A child, but a very gay and winning child, when she came into Malvani's with her long swaying step, direct glance, and joyous mouth. A spirit of excitement sparkled in Isabel tonight, and every movement was a separate and conscious pleasure to her: the physical sensation of walking delicately, the ripple of her skirt over her ankles, the poise of her shoulders under their transparent veil. . . . Laura saw a dozen men turn to look after the Wanhope party, and took no credit for it, though not long ago she had been accustomed to be watched when she moved through a public room. But now she was better pleased to see Isabel admired than to be admired herself.

As they neared their reserved table a man who had been sitting at it rose with an amused smile. "Have you forgotten who I am, Laura?"

"One might as well be even numbers," Lawrence explained. "So, as I knew Selincourt was in town, I wired to him to join us."

A worn, fatigued-looking, but not ungentle rake of forty, Selincourt had stayed once at Wanhope, but the visit had not been a success: indeed Laura had been thankful when it ended before host and guest threw the decanters at each other's heads.

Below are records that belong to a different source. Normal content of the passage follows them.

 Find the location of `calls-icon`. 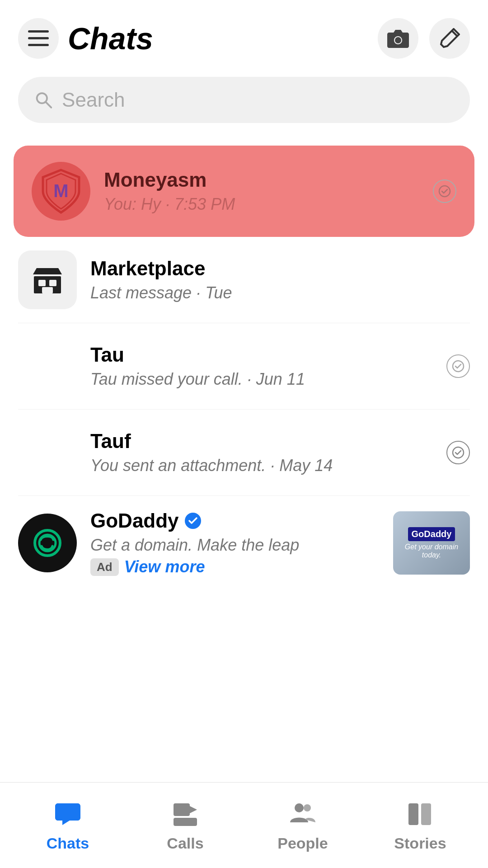

calls-icon is located at coordinates (185, 814).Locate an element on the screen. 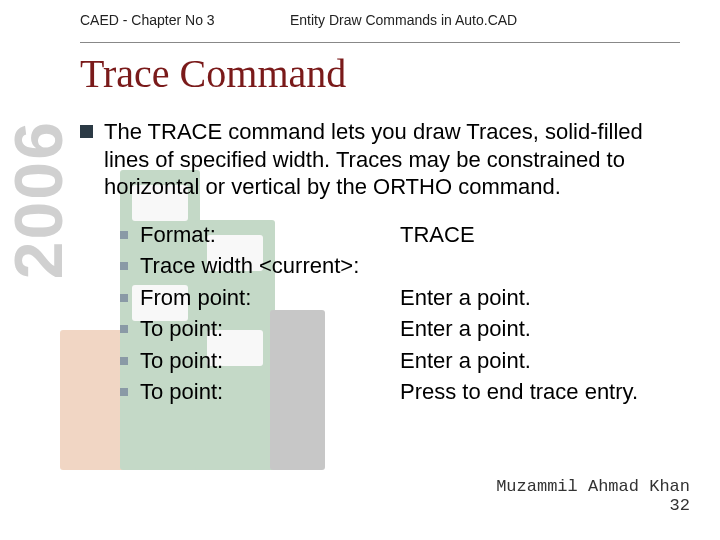 Image resolution: width=720 pixels, height=540 pixels. slide-footer: Muzammil Ahmad Khan 32 is located at coordinates (593, 496).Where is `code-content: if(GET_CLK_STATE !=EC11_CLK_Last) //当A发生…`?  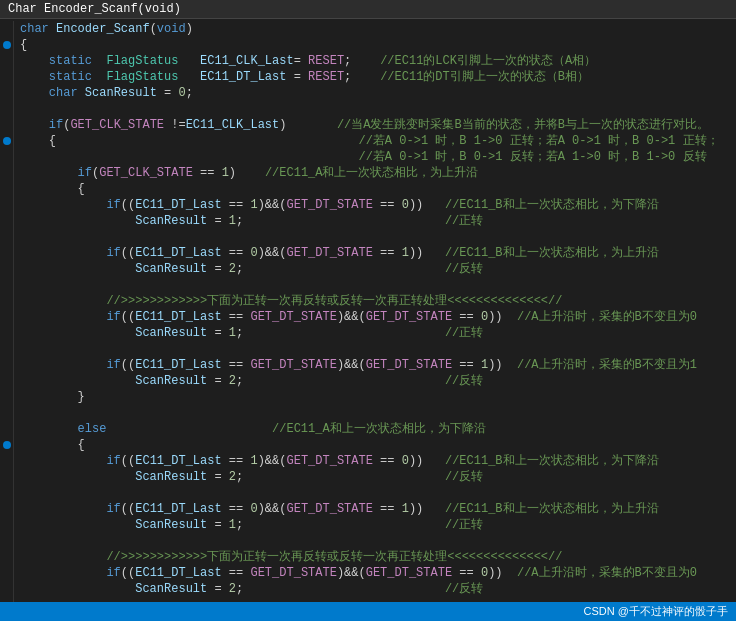 code-content: if(GET_CLK_STATE !=EC11_CLK_Last) //当A发生… is located at coordinates (376, 125). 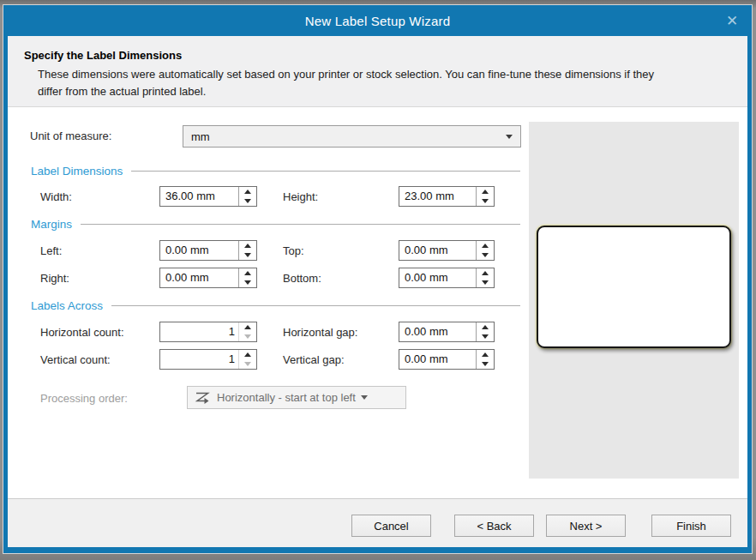 I want to click on vertical-count-label: Vertical count:, so click(x=75, y=360).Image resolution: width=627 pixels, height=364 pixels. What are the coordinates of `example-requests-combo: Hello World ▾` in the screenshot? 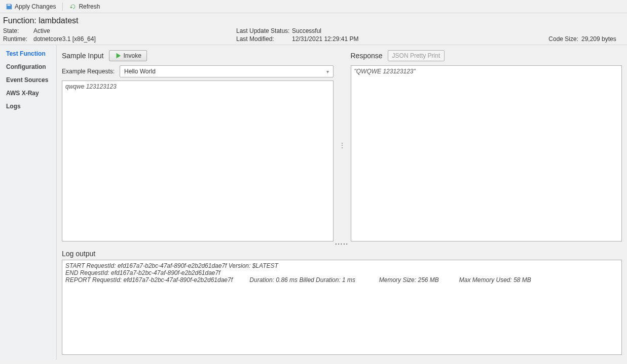 It's located at (226, 71).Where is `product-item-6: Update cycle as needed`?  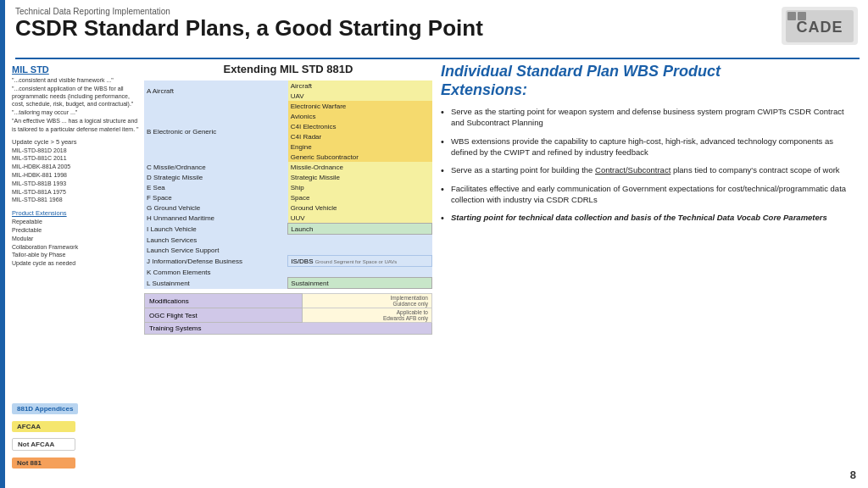
product-item-6: Update cycle as needed is located at coordinates (78, 263).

That she was pleased to see him now there could be no doubt: she had taken him by both hands and was smiling at him as if she would have liked to fling decorum to the winds and kiss him. Lawrence also smiled but with a touch of finesse. His plan was working.

Laura was going to enjoy herself: bon! he was truly fond of Laura and delighted to give her pleasure. But by it he would be left free to devote himself to Isabel.

It was to this end that he had planned the entire expedition. At Chilmark they met continually in the same setting, and he had no means of printing a fresh image of himself on her mind, but here he was free of country customs, a rich man among his equals, an expert in the art of "doing oneself well"--one of those who rule over modern civilization by divine right of a chequebook and a trained manner. Isabel had been brought up by High Churchmen, had she? Let them test what hold they had of her! Every aspect of their journey and of the supper-table at Malvani's, with its heady music and smell of rich food and wines, had been calculated to produce a certain effect--an intoxication of excitement and pleasure. And he set himself to stamp his own impression on Isabel, naming to her, in his soft, isolating undertones, the notable men and women in the room, describing their careers, their finances, even their scandals--it amused him to watch her repress a start. It amused him still more to stand up and shake hands when the immense body and Hebraic nose of an international financier went by with two great ladies and a cabinet minister in tow. "One of my countrymen," Hyde turned to Isabel with a mocking smile. "I am a citizen of no mean city. Those--" with an imperceptible jerk of the head--"would lick the dust off his boots to find out what line the Jew bankers mean to take in the Syrian question. They might as well lick mine."

"Why, do you know?" breathed Isabel.